Eldorado manufactures a wide range of part sizes and configurations. It turns parts from 1/16 inch to 28 inches in diameter and in lengths from 1/16 to 40 inches, and mills parts from 1/16 inch cube to 24 inches cube size.
Harry expects his business to more than double as a new plant in nearby Kitchener comes on line.
That new plant features a high-rise Palletech manufacturing system consisting of three Mazak HCN 6000 Horizontal Machining Centers with 160-tool magazines, 40 pallet locations, two load/unload stations, and one stacker/transfer robot. Eldorado’s Kitchener plant also has a stand-alone Mazak HCN 6000.
The new plant is capable of manufacturing prototypes and large-volume production runs almost seamlessly. The Mazak Palletech system enables Eldorado to provide just-in-time, low- to medium-lot manufacturing with minimum lead time. For repeat orders, the system becomes even more efficient by eliminating setups and first-off inspection, enabling Eldorado to minimize inventory and maximize profit.
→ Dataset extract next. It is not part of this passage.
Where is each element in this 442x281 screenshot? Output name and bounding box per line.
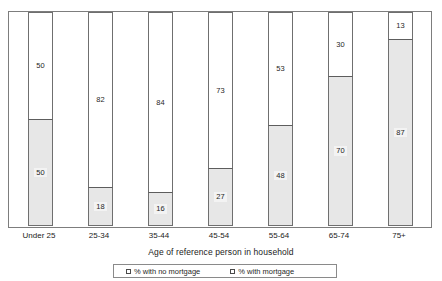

Flexibility is the key for Eldorado, which prides itself on being able to react quickly to a customer request, from manufacturing one-off prototypes to full production runs involving multiple components and final assembly.
“Our success is based on speed and quick turnaround and I’m the only one who has to make a decision,” says Harry, who insists on no voice mail to ensure callers reach real people at Eldorado. “There’s no waiting. Companies who take a year to make a decision are going to lose business to me because I’m ready.”
Impressive Equipment
Harry bought his first Mazak machine, a CNC turning center, in 1995, but remembers being impressed with the company’s forward thinking in the 1980s, when Mazak showed an advanced concept at a trade show.
“They were thinking and I could see that,” Harry says.
The Mazak lathe, purchased because Mazak had the machine tool in stock and he needed it right away, produced a rolling part for a credit card imprint device.
“I had a simple part to make but it had to be made fairly accurately and they could deliver the machine in two weeks,” Harry says recalling the negotiations. “All I asked was can it make the part in a minute? The answer was ‘yes’ so I bought it.”
Now, Eldorado has 15 Mazak turning and horizontal machines, eight with Palletech systems and a total of 72 pallet positions. His first Palletech system,
installed in 2002, enabled him to double his business from $2.5 million to $5 million.
“We make 100 production parts for off-road vehicles,” Harry says. “That’s 100 setups. You can’t make that many setups without something like Mazak’s Palletech.
“If we didn’t go for those flexible production systems, we would still be in business, but our growth would be extremely slow,” he adds.
Eldorado’s Mazak machines are key to the company’s living up to Harry’s promise to his customers.
“Service, service, service,” he says. “There is nothing else.”
Harry – who visited Mazak’s new World Technology Centre in Japan a year ago – is impressed with Mazak’s capacity for looking ahead.
“Mazak is constantly pushing the envelope to a higher level of technology,” he says. “Mazak has evolved almost every year with serious improvements of the same products.”